Ethan Alter did a great interview for EMMY Talk with Luke Cage’s Stunt Coordinator James Lew who has been nominated for an Emmy as Stunt Coordinator for Netflix’s Luke Cage!
Stunt Coordinator James Lew is living the dream of kung-fu-crazed kids everywhere, parlaying his childhood obsession with martial arts classics into an on-and-off camera career as an actor and stunt performer in such movies and TV shows as Big Trouble in Little China, Alias, and the Rush Hour franchise. With that background, you might expect that his first stunt gig in the Marvel universe would be on the kung-fu-flavored Iron Fist. Instead, Netflix and Marvel tapped Lew to be the stunt coordinator on the first season of Luke Cage, starring Mike Colter as the titular hero for hire. “I first met with Marvel for the first season of Daredevil, when they were just kicking all of this off,” Lew tells Yahoo TV. The timing wasn’t right for that opportunity (although he had a small role in Daredevil‘s first year), but the stars aligned for Luke Cage.
And, as it turned out, this show and character also correspond to his youth. “I grew up in South Central Los Angeles, so doing a show with a black superhero really hit home for me. It was very important, just being with people of color. Normally, you’d see a Chinese-American coordinator get a kung fu show, and this was a little removed from that. It felt like a good change for me,” he says. The change did Lew good in another way: he’s received his first Emmy nomination as a stunt coordinator for his work plotting out the bruising battles seen throughout Luke Cage‘s freshman solo adventure. Over the course of our conversation, Lew shared the secrets of his hybrid fighting style “smack fu,” shared an exclusive image from his alternate ending for the final fight between Luke and his half-brother Willis Stryker a.k.a. Diamondback (Erik LeRay Harvey), and spoke about why the recent death of Walking Dead stuntman John Bernecker hit him especially hard.
Mike Colter has described your approach for Luke Cage‘s action sequences as “smack fu.” Can you define that for us?
That’s me, always trying to squeeze in my kung fu-ness. When I spoke with the showrunner [Cheo Hodari Coker] and the Marvel executives, I told them that if Luke Cage actually punches somebody in the face, that person’s head should literally be gone. That’s the kind of power he has. So I told them we should try to do it as a kung-fu soft-style technique, where you’re doing less-harmful attacks and defenses, but you’re still getting rid of your opponent. And “smack fu” sounded better than “punch fu” or “crush his skull.” [Laughs] As the show progresses to where he finally gets to fight a supervillain that can take the punishment, I used a kung fu style called Hung Gar that uses the fist and forearms to give it a little flavor instead of just regular street fighting.
What kind of training regimen did you put Colter through for the show?
In the very beginning we tried to get together and train, but once the show started, he was in almost every scene. And he had just had a baby girl, so on weekends, he usually flew back to Los Angeles. So rehearsal time was very limited. I would try to be on set and squeeze in one or two minutes here and there to go through the choreography. They really wanted us to be seeing him do the action, because that’s what sells it. For the bigger stuff where he’s getting tossed, we used a stunt double because we don’t want him to get a bruised rib or a scratch on his pretty face. Mike is a dream actor to work with. He is Luke Cage: 235 pounds, 6’3″ and just solid.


> [INSTRUCTIONS TO FOLLOW]:
After locating the line that holds "What is the", output it and all following lines word for word, stopping only at the end of the data.

-- THE INPUT follows --

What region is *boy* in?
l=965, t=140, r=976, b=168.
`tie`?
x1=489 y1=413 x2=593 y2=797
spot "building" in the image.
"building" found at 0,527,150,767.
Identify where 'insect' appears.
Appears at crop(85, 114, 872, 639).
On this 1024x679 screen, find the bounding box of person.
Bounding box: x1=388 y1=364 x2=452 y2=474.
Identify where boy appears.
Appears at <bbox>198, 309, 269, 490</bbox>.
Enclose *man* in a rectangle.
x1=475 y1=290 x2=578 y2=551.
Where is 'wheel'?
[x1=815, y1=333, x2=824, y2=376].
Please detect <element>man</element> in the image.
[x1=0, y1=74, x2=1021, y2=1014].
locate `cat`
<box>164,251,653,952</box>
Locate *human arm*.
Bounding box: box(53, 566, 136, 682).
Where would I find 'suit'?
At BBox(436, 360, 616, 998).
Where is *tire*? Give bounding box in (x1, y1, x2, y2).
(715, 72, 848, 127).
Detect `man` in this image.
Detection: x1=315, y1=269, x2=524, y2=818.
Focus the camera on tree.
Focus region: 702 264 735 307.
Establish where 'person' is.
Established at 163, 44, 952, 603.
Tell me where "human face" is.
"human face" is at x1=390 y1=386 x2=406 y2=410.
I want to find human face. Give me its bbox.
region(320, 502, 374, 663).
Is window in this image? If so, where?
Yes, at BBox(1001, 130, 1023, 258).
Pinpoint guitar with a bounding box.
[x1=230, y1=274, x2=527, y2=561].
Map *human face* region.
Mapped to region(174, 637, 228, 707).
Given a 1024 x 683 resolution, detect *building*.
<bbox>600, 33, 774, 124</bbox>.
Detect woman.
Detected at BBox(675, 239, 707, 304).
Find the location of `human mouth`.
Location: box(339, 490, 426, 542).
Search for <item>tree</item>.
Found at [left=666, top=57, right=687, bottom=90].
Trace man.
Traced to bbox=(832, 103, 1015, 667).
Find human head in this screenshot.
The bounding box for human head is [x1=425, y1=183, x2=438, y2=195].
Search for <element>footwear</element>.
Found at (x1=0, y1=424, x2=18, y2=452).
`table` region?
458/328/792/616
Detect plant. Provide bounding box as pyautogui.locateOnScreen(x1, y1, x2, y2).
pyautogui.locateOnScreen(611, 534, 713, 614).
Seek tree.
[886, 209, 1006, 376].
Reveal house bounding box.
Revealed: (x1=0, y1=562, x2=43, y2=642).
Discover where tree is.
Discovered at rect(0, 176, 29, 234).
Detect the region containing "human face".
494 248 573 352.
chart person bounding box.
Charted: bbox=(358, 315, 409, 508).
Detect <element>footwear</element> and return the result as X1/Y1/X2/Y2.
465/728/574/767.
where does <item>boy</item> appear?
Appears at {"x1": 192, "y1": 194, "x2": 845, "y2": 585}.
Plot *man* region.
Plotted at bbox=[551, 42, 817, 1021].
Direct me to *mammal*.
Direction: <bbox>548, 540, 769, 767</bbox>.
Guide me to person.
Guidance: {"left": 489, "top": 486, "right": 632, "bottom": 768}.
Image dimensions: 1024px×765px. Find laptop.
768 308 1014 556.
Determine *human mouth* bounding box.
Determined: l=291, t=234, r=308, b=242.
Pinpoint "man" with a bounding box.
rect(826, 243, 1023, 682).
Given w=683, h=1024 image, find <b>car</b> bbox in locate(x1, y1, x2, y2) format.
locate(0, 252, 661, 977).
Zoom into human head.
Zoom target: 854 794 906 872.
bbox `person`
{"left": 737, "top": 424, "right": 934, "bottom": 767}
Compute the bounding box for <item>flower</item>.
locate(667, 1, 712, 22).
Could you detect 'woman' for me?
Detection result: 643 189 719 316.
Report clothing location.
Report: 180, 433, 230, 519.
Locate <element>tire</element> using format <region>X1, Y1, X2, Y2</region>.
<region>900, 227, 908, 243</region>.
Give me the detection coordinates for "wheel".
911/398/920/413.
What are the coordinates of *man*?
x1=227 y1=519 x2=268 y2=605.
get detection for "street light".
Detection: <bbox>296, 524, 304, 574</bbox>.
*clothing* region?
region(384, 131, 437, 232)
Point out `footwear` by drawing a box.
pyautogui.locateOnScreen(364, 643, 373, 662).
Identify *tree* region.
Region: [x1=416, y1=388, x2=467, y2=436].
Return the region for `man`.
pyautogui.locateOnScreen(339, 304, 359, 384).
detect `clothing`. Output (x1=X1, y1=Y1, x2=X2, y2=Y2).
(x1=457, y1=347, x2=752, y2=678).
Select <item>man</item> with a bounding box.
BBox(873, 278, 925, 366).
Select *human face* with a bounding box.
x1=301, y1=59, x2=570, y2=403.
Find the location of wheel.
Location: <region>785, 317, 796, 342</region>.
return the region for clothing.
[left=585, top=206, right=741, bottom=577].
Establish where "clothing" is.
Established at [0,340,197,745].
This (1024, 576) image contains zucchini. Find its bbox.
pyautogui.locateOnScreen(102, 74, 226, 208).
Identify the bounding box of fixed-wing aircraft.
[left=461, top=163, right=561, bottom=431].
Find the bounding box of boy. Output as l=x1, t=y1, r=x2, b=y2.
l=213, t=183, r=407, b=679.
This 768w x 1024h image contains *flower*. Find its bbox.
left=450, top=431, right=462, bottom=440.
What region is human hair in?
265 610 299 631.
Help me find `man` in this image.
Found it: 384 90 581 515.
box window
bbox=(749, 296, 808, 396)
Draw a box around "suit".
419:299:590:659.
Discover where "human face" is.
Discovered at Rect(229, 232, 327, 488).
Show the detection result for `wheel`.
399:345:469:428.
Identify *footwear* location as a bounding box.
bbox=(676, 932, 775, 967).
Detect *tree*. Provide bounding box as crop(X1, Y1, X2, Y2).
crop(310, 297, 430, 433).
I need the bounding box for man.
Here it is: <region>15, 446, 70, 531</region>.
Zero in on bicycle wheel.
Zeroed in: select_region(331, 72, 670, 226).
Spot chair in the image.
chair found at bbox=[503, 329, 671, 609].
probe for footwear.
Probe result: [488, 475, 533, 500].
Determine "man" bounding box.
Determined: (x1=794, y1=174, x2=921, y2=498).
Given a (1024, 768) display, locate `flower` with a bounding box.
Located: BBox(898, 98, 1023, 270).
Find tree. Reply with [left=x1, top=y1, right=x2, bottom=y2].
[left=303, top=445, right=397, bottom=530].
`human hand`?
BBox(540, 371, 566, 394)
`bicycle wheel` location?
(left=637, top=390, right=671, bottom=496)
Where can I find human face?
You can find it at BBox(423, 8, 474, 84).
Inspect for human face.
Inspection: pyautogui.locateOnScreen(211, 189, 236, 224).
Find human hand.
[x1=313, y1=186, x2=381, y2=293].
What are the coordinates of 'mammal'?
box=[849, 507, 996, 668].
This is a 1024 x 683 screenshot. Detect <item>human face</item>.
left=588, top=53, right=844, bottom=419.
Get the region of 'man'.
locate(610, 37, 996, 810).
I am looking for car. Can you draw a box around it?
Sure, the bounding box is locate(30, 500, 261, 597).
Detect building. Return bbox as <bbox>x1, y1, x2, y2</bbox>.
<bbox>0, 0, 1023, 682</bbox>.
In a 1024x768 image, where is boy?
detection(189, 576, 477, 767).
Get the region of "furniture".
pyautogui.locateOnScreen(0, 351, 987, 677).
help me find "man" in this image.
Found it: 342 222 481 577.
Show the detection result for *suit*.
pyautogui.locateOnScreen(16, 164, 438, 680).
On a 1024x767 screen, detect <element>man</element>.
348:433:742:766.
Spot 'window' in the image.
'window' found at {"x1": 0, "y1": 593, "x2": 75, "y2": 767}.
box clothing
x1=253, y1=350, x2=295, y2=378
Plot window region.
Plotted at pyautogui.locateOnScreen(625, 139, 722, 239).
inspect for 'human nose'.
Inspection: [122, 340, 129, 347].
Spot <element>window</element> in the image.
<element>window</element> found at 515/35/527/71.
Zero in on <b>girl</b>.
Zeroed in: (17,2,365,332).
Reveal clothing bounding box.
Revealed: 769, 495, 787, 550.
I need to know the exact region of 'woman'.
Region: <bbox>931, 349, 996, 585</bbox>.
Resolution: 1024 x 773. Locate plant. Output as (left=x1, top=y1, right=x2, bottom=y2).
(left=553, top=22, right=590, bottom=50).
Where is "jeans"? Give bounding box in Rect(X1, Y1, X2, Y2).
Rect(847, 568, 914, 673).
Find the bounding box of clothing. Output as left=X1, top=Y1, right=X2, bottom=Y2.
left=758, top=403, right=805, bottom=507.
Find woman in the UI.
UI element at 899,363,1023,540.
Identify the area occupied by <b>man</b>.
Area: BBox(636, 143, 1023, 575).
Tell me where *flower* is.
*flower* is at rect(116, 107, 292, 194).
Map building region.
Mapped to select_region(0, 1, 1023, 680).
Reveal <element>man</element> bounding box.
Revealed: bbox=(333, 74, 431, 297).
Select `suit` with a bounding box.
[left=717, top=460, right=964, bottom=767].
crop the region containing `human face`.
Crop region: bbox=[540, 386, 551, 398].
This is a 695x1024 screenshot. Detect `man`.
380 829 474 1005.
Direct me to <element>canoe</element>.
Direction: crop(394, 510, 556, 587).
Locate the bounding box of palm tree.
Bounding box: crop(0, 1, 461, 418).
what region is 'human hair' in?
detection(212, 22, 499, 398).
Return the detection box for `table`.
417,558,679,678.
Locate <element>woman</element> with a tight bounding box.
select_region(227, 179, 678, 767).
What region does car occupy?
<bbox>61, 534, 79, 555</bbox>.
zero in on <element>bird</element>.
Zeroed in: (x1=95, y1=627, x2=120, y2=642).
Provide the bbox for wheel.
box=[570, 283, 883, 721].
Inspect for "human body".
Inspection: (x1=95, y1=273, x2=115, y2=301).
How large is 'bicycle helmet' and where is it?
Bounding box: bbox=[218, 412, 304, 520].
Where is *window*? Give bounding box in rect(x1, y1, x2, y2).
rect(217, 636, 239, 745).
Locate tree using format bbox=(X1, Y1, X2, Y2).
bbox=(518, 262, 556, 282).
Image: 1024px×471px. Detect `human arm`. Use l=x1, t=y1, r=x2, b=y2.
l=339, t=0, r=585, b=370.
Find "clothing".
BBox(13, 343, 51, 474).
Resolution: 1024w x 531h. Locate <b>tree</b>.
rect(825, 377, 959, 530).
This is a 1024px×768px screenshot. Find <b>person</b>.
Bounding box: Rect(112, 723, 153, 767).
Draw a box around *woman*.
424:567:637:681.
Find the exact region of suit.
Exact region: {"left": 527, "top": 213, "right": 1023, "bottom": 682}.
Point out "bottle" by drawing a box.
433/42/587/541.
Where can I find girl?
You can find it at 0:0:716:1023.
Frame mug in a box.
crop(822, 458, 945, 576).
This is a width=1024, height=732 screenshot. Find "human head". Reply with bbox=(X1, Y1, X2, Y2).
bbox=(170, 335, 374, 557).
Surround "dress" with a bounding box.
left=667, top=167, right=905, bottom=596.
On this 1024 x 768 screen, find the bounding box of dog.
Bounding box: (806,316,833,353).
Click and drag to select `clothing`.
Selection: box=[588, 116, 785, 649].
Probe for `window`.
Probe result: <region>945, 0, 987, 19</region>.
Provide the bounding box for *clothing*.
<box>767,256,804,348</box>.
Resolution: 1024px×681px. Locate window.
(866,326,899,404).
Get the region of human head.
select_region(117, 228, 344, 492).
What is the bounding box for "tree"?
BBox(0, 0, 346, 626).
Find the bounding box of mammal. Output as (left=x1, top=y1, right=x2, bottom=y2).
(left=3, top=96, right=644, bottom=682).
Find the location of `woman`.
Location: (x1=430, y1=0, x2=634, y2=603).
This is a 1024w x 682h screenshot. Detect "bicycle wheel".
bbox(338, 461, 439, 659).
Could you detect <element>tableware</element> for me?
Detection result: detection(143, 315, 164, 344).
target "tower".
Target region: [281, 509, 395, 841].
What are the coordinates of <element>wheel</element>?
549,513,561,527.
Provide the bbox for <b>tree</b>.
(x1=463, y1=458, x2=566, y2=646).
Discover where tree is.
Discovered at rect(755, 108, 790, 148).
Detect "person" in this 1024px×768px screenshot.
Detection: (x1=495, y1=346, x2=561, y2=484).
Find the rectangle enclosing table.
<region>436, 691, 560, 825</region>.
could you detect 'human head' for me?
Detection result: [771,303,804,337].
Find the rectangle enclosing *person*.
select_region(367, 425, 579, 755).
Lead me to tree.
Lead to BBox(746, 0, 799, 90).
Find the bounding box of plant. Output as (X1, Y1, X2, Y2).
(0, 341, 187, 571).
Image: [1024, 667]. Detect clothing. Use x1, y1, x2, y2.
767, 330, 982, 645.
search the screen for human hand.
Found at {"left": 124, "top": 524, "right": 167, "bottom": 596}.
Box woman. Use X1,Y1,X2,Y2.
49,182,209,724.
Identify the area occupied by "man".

-- THE INPUT concluded --

> [ANSWER SECTION]:
What is the bounding box for "tree"?
BBox(0, 0, 346, 626).
Find the bounding box of mammal. Output as (left=x1, top=y1, right=x2, bottom=y2).
(left=3, top=96, right=644, bottom=682).
Find the location of `woman`.
Location: (x1=430, y1=0, x2=634, y2=603).
This is a 1024w x 682h screenshot. Detect "bicycle wheel".
bbox(338, 461, 439, 659).
Could you detect <element>tableware</element> for me?
Detection result: detection(143, 315, 164, 344).
target "tower".
Target region: [281, 509, 395, 841].
What are the coordinates of <element>wheel</element>?
549,513,561,527.
Provide the bbox for <b>tree</b>.
(x1=463, y1=458, x2=566, y2=646).
Discover where tree is.
Discovered at rect(755, 108, 790, 148).
Detect "person" in this 1024px×768px screenshot.
Detection: (x1=495, y1=346, x2=561, y2=484).
Find the rectangle enclosing table.
<region>436, 691, 560, 825</region>.
could you detect 'human head' for me?
Detection result: [771,303,804,337].
Find the rectangle enclosing *person*.
select_region(367, 425, 579, 755).
Lead me to tree.
Lead to BBox(746, 0, 799, 90).
Find the bounding box of plant. Output as (X1, Y1, X2, Y2).
(0, 341, 187, 571).
Image: [1024, 667]. Detect clothing. Use x1, y1, x2, y2.
767, 330, 982, 645.
search the screen for human hand.
Found at {"left": 124, "top": 524, "right": 167, "bottom": 596}.
Box woman. Use X1,Y1,X2,Y2.
49,182,209,724.
Identify the area occupied by "man".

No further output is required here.